Russia is the main concern, officials and security experts said. Macron has pushed Western allies to station military personnel inside Ukraine, crossing a red line drawn by the U.S. and some in Europe to avoid directly confronting Moscow.

“They’re going to try and disrupt the Games," said Dale Buckner, chief executive of Global Guardian, which is providing security at the Olympics for corporate delegations and affluent families. “The objective is to embarrass the French government and put a stain on the Games."

French authorities said Tuesday they arrested and charged a 40-year-old Russian man with planning an operation to sow disorder at the Olympics.

The International Olympic Committee announced Paris was a candidate city in September 2015. Two months later, Islamic State militants killed more than 130 people in coordinated attacks across the Paris region. The following year, an Islamist radical drove a truck through a packed boardwalk in Nice on Bastille Day, killing 86 people.

The truck attack showed how an unarmed extremist could produce mass casualties. French authorities canceled dozens of events around the country for the rest of the summer, concluding that security forces didn’t have the resources to protect against such threats.

Despite the security challenge, officials saw hosting the Games as a way for France to bounce back.

Take the plunge

In May 2017, two days after Macron was sworn in, he hosted inspectors from the Olympic Committee at the Élysée Palace to make the case for Paris.

Early on, French officials said the Paris Games would help the development of France’s blighted suburbs. The Olympic Village and the media center were built in Seine-Saint-Denis, one of the country’s poorest districts. The site will eventually be converted into commercial offices and housing, some of it subsidized. The new aquatics center will serve local residents.

The idea to hold the opening ceremony on the Seine came from Tony Estanguet, the former Olympic canoeist in charge of the Paris 2024 organizing committee. He gave his pitch to Macron during a meeting in 2020.

“At the very beginning, it seemed to be a crazy and not very serious idea," Macron said Monday. “But we decided it was the right moment to deliver this crazy idea and make it real."

The Interior Ministry first needed to make sure that the plan for the ceremony could be carried out safely, Le Ray said.

At first, the Paris 2024 organizing committee hoped to welcome as many as 600,000 spectators for the opening ceremony. They cut that number in half, largely for security reasons.

More than 100,000 people are expected to watch from ticketed seats on the lower banks of the Seine, closer to the spectacle. Ticket prices for the most plum riverbank spots near the Eiffel Tower, Place de la Concorde and the Louvre are selling for as much as €2,700, just under $3,000. The city has been sending free tickets to Paris residents for the river’s upper banks.

Luxury conglomerate LVMH, controlled by French billionaire Bernard Arnault—among the world’s wealthiest individuals—is hosting an opening ceremony party at its Cheval Blanc hotel, overlooking the Seine.

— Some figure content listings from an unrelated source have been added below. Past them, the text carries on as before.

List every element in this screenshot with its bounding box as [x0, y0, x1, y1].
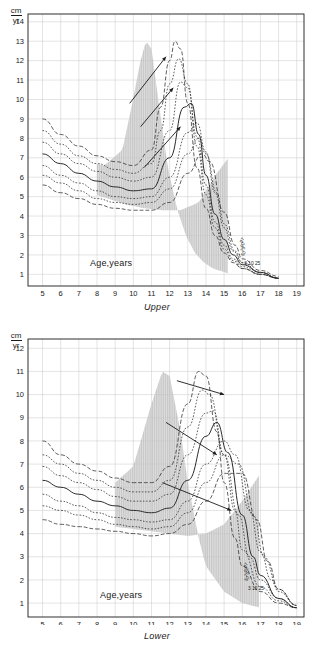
- svg-text:15: 15: [220, 620, 228, 625]
- svg-text:50: 50: [240, 250, 247, 257]
- svg-text:10: 10: [16, 95, 24, 104]
- svg-text:12: 12: [16, 344, 24, 353]
- svg-text:11: 11: [148, 289, 156, 298]
- svg-text:3: 3: [20, 552, 24, 561]
- caption-upper: Upper: [0, 302, 314, 312]
- plot-area-upper: 5678910111213141516171819123456789101112…: [0, 0, 314, 300]
- svg-text:8: 8: [95, 289, 99, 298]
- svg-text:2: 2: [20, 576, 24, 585]
- svg-text:8: 8: [20, 134, 24, 143]
- svg-text:11: 11: [16, 76, 24, 85]
- svg-text:8: 8: [20, 437, 24, 446]
- plot-svg-upper: 5678910111213141516171819123456789101112…: [0, 0, 314, 300]
- svg-text:13: 13: [184, 620, 192, 625]
- svg-text:7: 7: [77, 289, 81, 298]
- svg-text:9: 9: [20, 115, 24, 124]
- svg-text:8: 8: [95, 620, 99, 625]
- svg-text:16: 16: [238, 620, 246, 625]
- svg-text:3 10 25: 3 10 25: [244, 261, 260, 266]
- svg-text:4: 4: [20, 212, 24, 221]
- svg-text:9: 9: [113, 620, 117, 625]
- svg-text:6: 6: [59, 620, 63, 625]
- caption-lower: Lower: [0, 631, 314, 641]
- svg-text:18: 18: [274, 289, 282, 298]
- svg-text:12: 12: [165, 289, 173, 298]
- svg-text:7: 7: [20, 153, 24, 162]
- svg-text:5: 5: [40, 620, 44, 625]
- svg-text:6: 6: [20, 483, 24, 492]
- svg-text:19: 19: [293, 289, 301, 298]
- svg-text:13: 13: [184, 289, 192, 298]
- svg-text:12: 12: [165, 620, 173, 625]
- svg-text:17: 17: [256, 289, 264, 298]
- svg-text:16: 16: [238, 289, 246, 298]
- figure-page: cm yr 5678910111213141516171819123456789…: [0, 0, 314, 658]
- svg-text:11: 11: [148, 620, 156, 625]
- svg-text:5: 5: [40, 289, 44, 298]
- svg-text:11: 11: [16, 367, 24, 376]
- svg-text:3 10 25: 3 10 25: [248, 586, 264, 591]
- svg-text:13: 13: [16, 37, 24, 46]
- svg-text:10: 10: [129, 620, 137, 625]
- chart-lower: cm yr 5678910111213141516171819123456789…: [0, 325, 314, 650]
- svg-text:17: 17: [256, 620, 264, 625]
- svg-text:7: 7: [77, 620, 81, 625]
- svg-text:10: 10: [129, 289, 137, 298]
- svg-text:3: 3: [20, 231, 24, 240]
- svg-text:15: 15: [220, 289, 228, 298]
- svg-text:1: 1: [20, 270, 24, 279]
- chart-upper: cm yr 5678910111213141516171819123456789…: [0, 0, 314, 325]
- svg-text:10: 10: [16, 390, 24, 399]
- svg-text:14: 14: [202, 620, 210, 625]
- svg-text:12: 12: [16, 56, 24, 65]
- age-label-upper: Age,years: [90, 258, 132, 268]
- svg-text:19: 19: [293, 620, 301, 625]
- svg-text:4: 4: [20, 529, 24, 538]
- svg-text:7: 7: [20, 460, 24, 469]
- svg-text:5: 5: [20, 506, 24, 515]
- plot-svg-lower: 5678910111213141516171819123456789101112…: [0, 325, 314, 625]
- svg-text:9: 9: [20, 413, 24, 422]
- svg-text:14: 14: [202, 289, 210, 298]
- svg-text:14: 14: [16, 17, 24, 26]
- age-label-lower: Age,years: [100, 590, 142, 600]
- svg-text:9: 9: [113, 289, 117, 298]
- plot-area-lower: 5678910111213141516171819123456789101112…: [0, 325, 314, 625]
- svg-text:5: 5: [20, 192, 24, 201]
- svg-text:1: 1: [20, 599, 24, 608]
- svg-text:6: 6: [20, 173, 24, 182]
- svg-text:6: 6: [59, 289, 63, 298]
- svg-text:2: 2: [20, 251, 24, 260]
- svg-text:18: 18: [274, 620, 282, 625]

During the Games, the Seine will host open-water swimming, the triathlon and other events. France spent $1.5 billion to limit sewage runoff, opening the river to swimming for the first time in a century. The government built a massive underground tank to store a mix of sewage and rainwater that for decades flowed into the Seine after a heavy rainfall.

French politicians have taken a dip in the river as a show of confidence, despite test results showing bacteria levels in the famed waters still exceed safety thresholds on some days.

“It’s great," said Paris Mayor Anne Hidalgo after her plunge in front of journalists and onlookers. “Not only can we welcome the games but also swim in the Seine in the years to come."